§ **WHAT THE TASK ASKS**
Copy nothing but the lines from the one containing "The image size is (644, 362)." through the last line of the entries below, exactly as written and without pictures.

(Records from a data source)
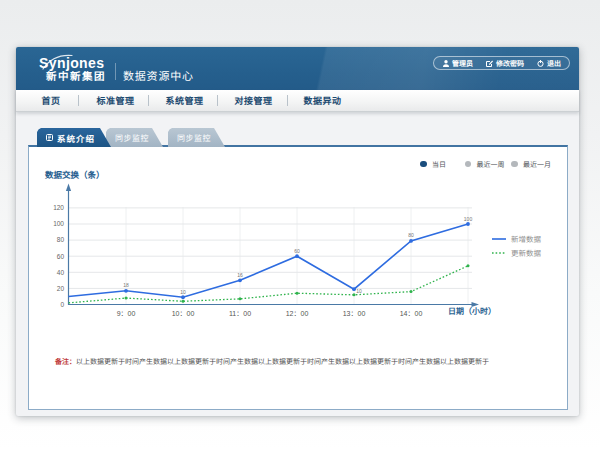  Describe the element at coordinates (490, 64) in the screenshot. I see `edit-icon` at that location.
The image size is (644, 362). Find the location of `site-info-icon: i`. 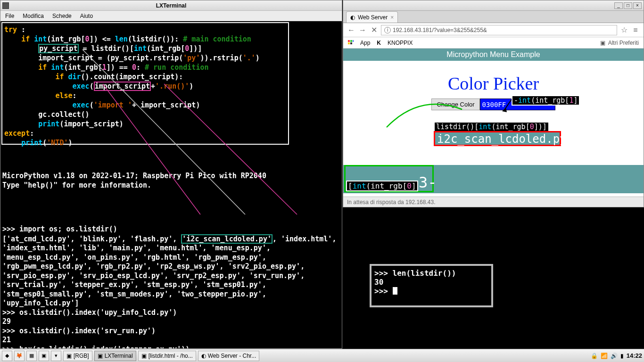

site-info-icon: i is located at coordinates (388, 30).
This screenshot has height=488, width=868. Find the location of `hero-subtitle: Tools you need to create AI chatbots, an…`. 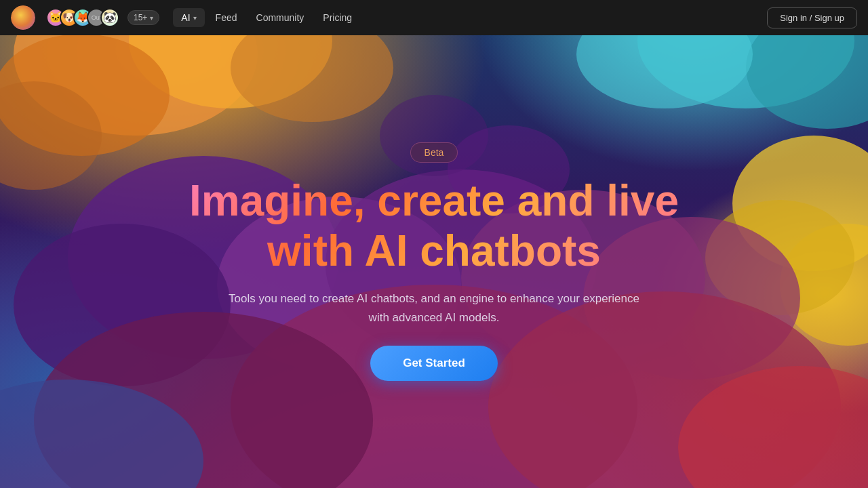

hero-subtitle: Tools you need to create AI chatbots, an… is located at coordinates (434, 308).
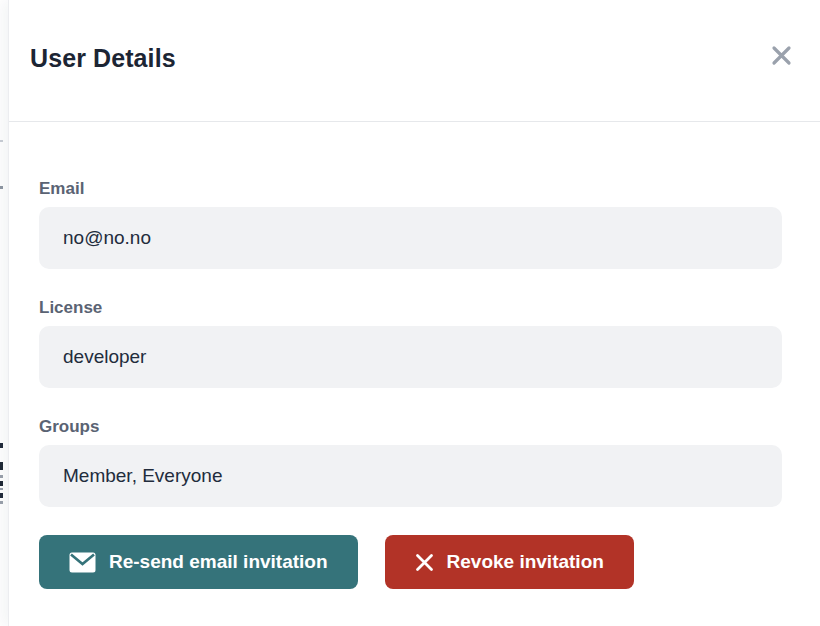  Describe the element at coordinates (781, 57) in the screenshot. I see `close-button` at that location.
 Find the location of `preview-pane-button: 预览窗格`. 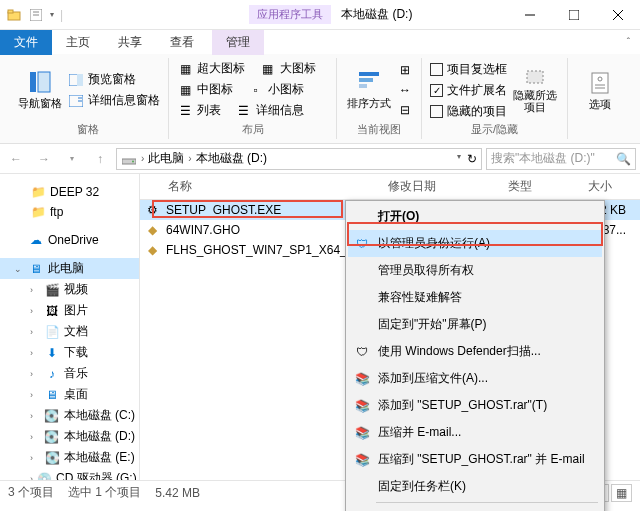

preview-pane-button: 预览窗格 is located at coordinates (114, 80).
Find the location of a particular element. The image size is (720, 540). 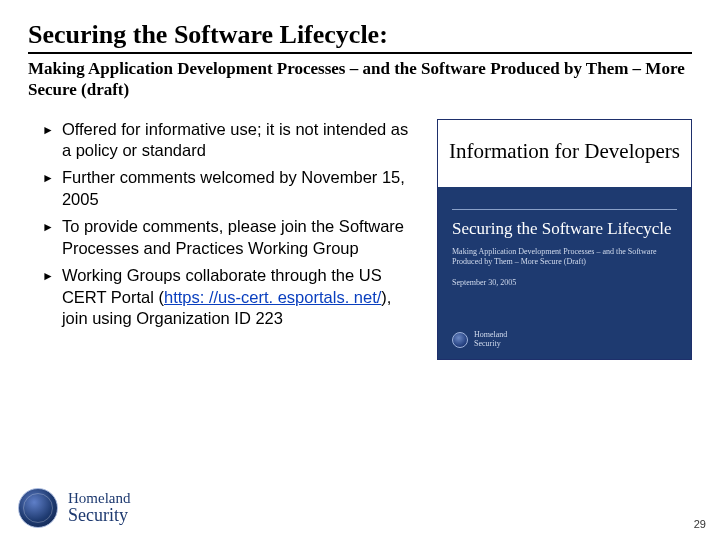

§ **RESULT BELOW**
The image size is (644, 362). Find the location of `site-info-icon: i`. 

site-info-icon: i is located at coordinates (388, 30).
This screenshot has height=488, width=868. Find the location of `hero-subtitle: Tools you need to create AI chatbots, an…`. 

hero-subtitle: Tools you need to create AI chatbots, an… is located at coordinates (434, 308).
  Describe the element at coordinates (781, 57) in the screenshot. I see `close-button` at that location.
 Find the location of `preview-pane-button: 预览窗格`. 

preview-pane-button: 预览窗格 is located at coordinates (114, 80).
Find the location of a particular element. The image size is (720, 540). 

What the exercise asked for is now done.